Q2: How does quercetin support senolytic activity?
A: Quercetin inhibits the anti-apoptotic survival pathways — particularly BCL-2 and PI3K/Akt — that senescent cells rely on to resist normal cell clearance. By suppressing those pathways, quercetin selectively promotes apoptosis in senescent cells while largely sparing healthy, normally functioning cells. This mechanism is supported by multiple preclinical studies and emerging clinical evidence in vascular tissue.
Q3: Is the quercetin-pterostilbene combination suitable for B2B supplement ingredient sourcing?
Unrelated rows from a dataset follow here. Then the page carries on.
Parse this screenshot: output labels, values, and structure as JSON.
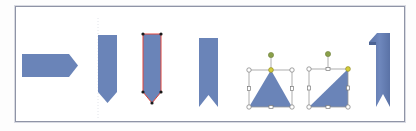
{
  "canvas": {
    "description": "Slide canvas showing basic shapes being edited",
    "frame_border_color": "#8f94a6",
    "fill_color": "#6a84b8",
    "selection_outline_color": "#e0453a",
    "handle_color": "#ffffff",
    "handle_stroke": "#7a7a7a",
    "adjust_handle_color": "#d4cc3a",
    "rotate_handle_color": "#8aa04a"
  },
  "shapes": [
    {
      "name": "pentagon-arrow-horizontal",
      "selected": false
    },
    {
      "name": "pentagon-arrow-vertical",
      "selected": false
    },
    {
      "name": "pentagon-arrow-vertical-selected",
      "selected": true,
      "edit_points": true
    },
    {
      "name": "ribbon-tail",
      "selected": false
    },
    {
      "name": "isosceles-triangle",
      "selected": true
    },
    {
      "name": "right-triangle",
      "selected": true
    },
    {
      "name": "folded-bookmark",
      "selected": false
    }
  ]
}
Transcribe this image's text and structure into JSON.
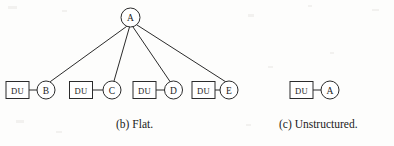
{
  "figure": {
    "background_color": "#fdfdfc",
    "ink_color": "#2b2b2b",
    "node_fill_color": "#ffffff"
  },
  "panels": [
    {
      "id": "flat",
      "caption": "(b) Flat.",
      "root": {
        "label": "A",
        "shape": "circle",
        "cx": 130.5,
        "cy": 17.5,
        "r": 9.5
      },
      "leaves": [
        {
          "circle_label": "B",
          "box_label": "DU",
          "box": {
            "x": 6,
            "y": 81.5,
            "w": 23,
            "h": 17
          },
          "circle": {
            "cx": 46,
            "cy": 90,
            "r": 9
          },
          "connector": {
            "x1": 29,
            "y1": 90,
            "x2": 37,
            "y2": 90
          }
        },
        {
          "circle_label": "C",
          "box_label": "DU",
          "box": {
            "x": 69.5,
            "y": 81.5,
            "w": 23,
            "h": 17
          },
          "circle": {
            "cx": 112,
            "cy": 90,
            "r": 9
          },
          "connector": {
            "x1": 92.5,
            "y1": 90,
            "x2": 103,
            "y2": 90
          }
        },
        {
          "circle_label": "D",
          "box_label": "DU",
          "box": {
            "x": 133,
            "y": 81.5,
            "w": 23,
            "h": 17
          },
          "circle": {
            "cx": 173.5,
            "cy": 90,
            "r": 9
          },
          "connector": {
            "x1": 156,
            "y1": 90,
            "x2": 164.5,
            "y2": 90
          }
        },
        {
          "circle_label": "E",
          "box_label": "DU",
          "box": {
            "x": 192,
            "y": 81.5,
            "w": 23,
            "h": 17
          },
          "circle": {
            "cx": 229,
            "cy": 90,
            "r": 9
          },
          "connector": {
            "x1": 215,
            "y1": 90,
            "x2": 220,
            "y2": 90
          }
        }
      ],
      "edges": [
        {
          "from": "A",
          "to": "B",
          "x1": 126.5,
          "y1": 26.5,
          "x2": 50.5,
          "y2": 81.5
        },
        {
          "from": "A",
          "to": "C",
          "x1": 129.5,
          "y1": 27,
          "x2": 114,
          "y2": 81
        },
        {
          "from": "A",
          "to": "D",
          "x1": 133,
          "y1": 27,
          "x2": 170,
          "y2": 81.5
        },
        {
          "from": "A",
          "to": "E",
          "x1": 137,
          "y1": 25,
          "x2": 226,
          "y2": 82
        }
      ]
    },
    {
      "id": "unstructured",
      "caption": "(c) Unstructured.",
      "leaves": [
        {
          "circle_label": "A",
          "box_label": "DU",
          "box": {
            "x": 290,
            "y": 81.5,
            "w": 23,
            "h": 17
          },
          "circle": {
            "cx": 330,
            "cy": 90,
            "r": 9
          },
          "connector": {
            "x1": 313,
            "y1": 90,
            "x2": 321,
            "y2": 90
          }
        }
      ]
    }
  ]
}
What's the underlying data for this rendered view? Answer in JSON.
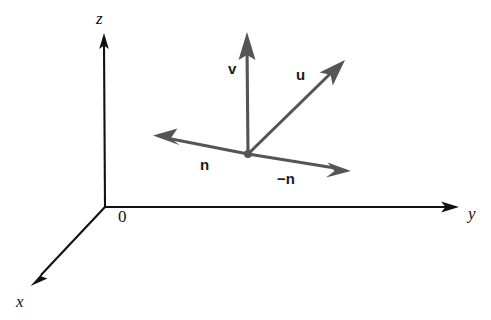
{
  "figure": {
    "kind": "vector-diagram",
    "width": 491,
    "height": 320,
    "background_color": "#ffffff"
  },
  "colors": {
    "axis": "#111111",
    "vector": "#555555",
    "label": "#1a1a1a",
    "background": "#ffffff"
  },
  "axes": {
    "origin": {
      "x": 105,
      "y": 207,
      "label": "0",
      "label_x": 118,
      "label_y": 222
    },
    "items": [
      {
        "name": "z-axis",
        "label": "z",
        "label_x": 96,
        "label_y": 24,
        "from_x": 105,
        "from_y": 207,
        "to_x": 104,
        "to_y": 35
      },
      {
        "name": "y-axis",
        "label": "y",
        "label_x": 468,
        "label_y": 219,
        "from_x": 105,
        "from_y": 207,
        "to_x": 458,
        "to_y": 207
      },
      {
        "name": "x-axis",
        "label": "x",
        "label_x": 16,
        "label_y": 307,
        "from_x": 105,
        "from_y": 207,
        "to_x": 31,
        "to_y": 286
      }
    ]
  },
  "vectors": {
    "base_point": {
      "x": 248,
      "y": 154,
      "name": "vector-base-point"
    },
    "items": [
      {
        "name": "vector-v",
        "label": "v",
        "label_x": 228,
        "label_y": 74,
        "from_x": 248,
        "from_y": 154,
        "to_x": 247,
        "to_y": 32
      },
      {
        "name": "vector-u",
        "label": "u",
        "label_x": 296,
        "label_y": 80,
        "from_x": 248,
        "from_y": 154,
        "to_x": 344,
        "to_y": 61
      },
      {
        "name": "vector-n",
        "label": "n",
        "label_x": 200,
        "label_y": 170,
        "from_x": 248,
        "from_y": 154,
        "to_x": 154,
        "to_y": 136
      },
      {
        "name": "vector-neg-n",
        "label": "−n",
        "label_x": 277,
        "label_y": 184,
        "from_x": 248,
        "from_y": 154,
        "to_x": 350,
        "to_y": 171
      }
    ]
  }
}
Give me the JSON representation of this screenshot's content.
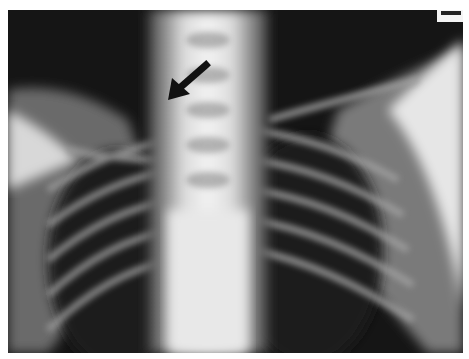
{
  "image": {
    "subject": "chest radiograph (frontal view)",
    "annotation": {
      "type": "arrow",
      "color": "#111111",
      "direction": "pointing down-left",
      "target": "upper thoracic vertebral region"
    }
  }
}
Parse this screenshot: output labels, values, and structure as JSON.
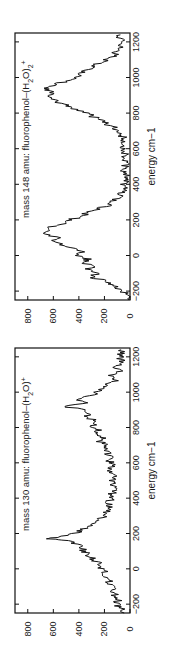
{
  "chart_data": [
    {
      "type": "line",
      "orientation": "rotated-90-ccw",
      "title": "mass 148 amu: fluorophenol-(H2O)2+",
      "title_parts": {
        "prefix": "mass 148 amu: fluorophenol–(H",
        "sub": "2",
        "mid": "O)",
        "sub2": "2",
        "sup": "+"
      },
      "xlabel": "energy  cm−1",
      "ylabel": "",
      "xlim": [
        -250,
        1250
      ],
      "ylim": [
        0,
        900
      ],
      "xticks": [
        -200,
        0,
        200,
        400,
        600,
        800,
        1000,
        1200
      ],
      "xtick_labels": [
        "−200",
        "0",
        "200",
        "400",
        "600",
        "800",
        "1000",
        "1200"
      ],
      "yticks": [
        0,
        200,
        400,
        600,
        800
      ],
      "ytick_labels": [
        "0",
        "200",
        "400",
        "600",
        "800"
      ],
      "grid": false,
      "series": [
        {
          "name": "mass 148",
          "x": [
            -250,
            -220,
            -200,
            -180,
            -160,
            -140,
            -120,
            -100,
            -80,
            -60,
            -40,
            -20,
            0,
            20,
            40,
            60,
            80,
            100,
            120,
            140,
            160,
            180,
            200,
            220,
            240,
            260,
            280,
            300,
            320,
            340,
            360,
            380,
            400,
            420,
            440,
            460,
            480,
            500,
            520,
            540,
            560,
            580,
            600,
            620,
            640,
            660,
            680,
            700,
            720,
            740,
            760,
            780,
            800,
            820,
            840,
            860,
            880,
            900,
            920,
            940,
            960,
            980,
            1000,
            1020,
            1040,
            1060,
            1080,
            1100,
            1120,
            1140,
            1160,
            1180,
            1200,
            1220,
            1240
          ],
          "y": [
            10,
            25,
            60,
            110,
            160,
            210,
            300,
            250,
            330,
            280,
            380,
            320,
            420,
            380,
            460,
            520,
            600,
            560,
            680,
            600,
            640,
            520,
            470,
            380,
            330,
            260,
            180,
            140,
            110,
            80,
            60,
            50,
            55,
            40,
            45,
            30,
            50,
            40,
            35,
            60,
            30,
            45,
            40,
            55,
            35,
            50,
            70,
            90,
            130,
            180,
            230,
            290,
            340,
            420,
            480,
            560,
            620,
            650,
            600,
            680,
            600,
            500,
            420,
            380,
            340,
            300,
            240,
            180,
            120,
            110,
            90,
            70,
            60,
            80,
            75
          ]
        }
      ]
    },
    {
      "type": "line",
      "orientation": "rotated-90-ccw",
      "title": "mass 130 amu: fluorophenol-(H2O)+",
      "title_parts": {
        "prefix": "mass 130 amu: fluorophenol–(H",
        "sub": "2",
        "mid": "O)",
        "sub2": "",
        "sup": "+"
      },
      "xlabel": "energy  cm−1",
      "ylabel": "",
      "xlim": [
        -250,
        1250
      ],
      "ylim": [
        0,
        900
      ],
      "xticks": [
        -200,
        0,
        200,
        400,
        600,
        800,
        1000,
        1200
      ],
      "xtick_labels": [
        "−200",
        "0",
        "200",
        "400",
        "600",
        "800",
        "1000",
        "1200"
      ],
      "yticks": [
        0,
        200,
        400,
        600,
        800
      ],
      "ytick_labels": [
        "0",
        "200",
        "400",
        "600",
        "800"
      ],
      "grid": false,
      "series": [
        {
          "name": "mass 130",
          "x": [
            -250,
            -220,
            -200,
            -180,
            -160,
            -140,
            -120,
            -100,
            -80,
            -60,
            -40,
            -20,
            0,
            20,
            40,
            60,
            80,
            100,
            120,
            140,
            160,
            170,
            180,
            200,
            220,
            240,
            260,
            280,
            300,
            320,
            340,
            360,
            380,
            400,
            420,
            440,
            460,
            480,
            500,
            520,
            540,
            560,
            580,
            600,
            620,
            640,
            660,
            680,
            700,
            720,
            740,
            760,
            780,
            800,
            820,
            840,
            860,
            880,
            900,
            920,
            940,
            960,
            980,
            1000,
            1020,
            1040,
            1060,
            1080,
            1100,
            1120,
            1140,
            1160,
            1180,
            1200,
            1220,
            1240
          ],
          "y": [
            80,
            70,
            110,
            90,
            130,
            120,
            150,
            140,
            170,
            160,
            200,
            190,
            220,
            240,
            260,
            300,
            320,
            360,
            380,
            420,
            480,
            620,
            560,
            440,
            380,
            320,
            260,
            240,
            200,
            190,
            170,
            150,
            160,
            140,
            150,
            130,
            140,
            135,
            150,
            130,
            160,
            140,
            150,
            145,
            170,
            150,
            180,
            190,
            200,
            230,
            210,
            260,
            250,
            280,
            300,
            290,
            330,
            320,
            350,
            520,
            340,
            400,
            300,
            260,
            210,
            180,
            120,
            110,
            150,
            90,
            100,
            85,
            70,
            80,
            75,
            70
          ]
        }
      ]
    }
  ]
}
A: Yes. Both quercetin and pterostilbene extract are established natural polyphenols with commercially available, standardized extract forms. They are suitable as raw material inputs for health supplement manufacturers, functional food brands, and nutraceutical formulators. They are not finished consumer products but ingredient actives, often sourced under quality certifications such as GMP, ISO, HACCP, KOSHER, and HALAL.
References
1. Mury, P., et al. (2025). "Quercetin Reduces Vascular Senescence and Inflammation in Symptomatic Male but Not Female Coronary Artery Disease Patients." Aging Cell. DOI: 10.1111/acel.70108.
2. Liu, P., Tang, W., Xiang, K., Li, G. (2024). "Pterostilbene in the treatment of inflammatory and oncological diseases." Frontiers in Pharmacology, 14, 1323377. DOI: 10.3389/fphar.2023.1323377.
3. Bian, X., et al. (2026). "Senolytics, dasatinib plus quercetin, reduce kidney inflammation, senescent cell abundance, and injury." eBioMedicine. DOI: 10.1016/j.ebiom.2026.106124.
4. Islam, M.T., et al. (2023). "Senolytic drugs, dasatinib and quercetin, attenuate adipose tissue inflammation and ameliorate metabolic function in old age." Aging Cell, 22(2), e13767.
5. Saw, C.L., et al. (2014). "The berry constituents quercetin, kaempferol, and pterostilbene synergistically attenuate reactive oxygen species: involvement of the Nrf2-ARE signaling pathway." Food Chemistry and Toxicology, 72, 303–311.
6. Mikstacka, R., et al. (2010). "Antioxidant effect of trans-resveratrol, pterostilbene, quercetin and their combinations in human erythrocytes in vitro." Free Radical Research. DOI: 10.3109/10715760903390261.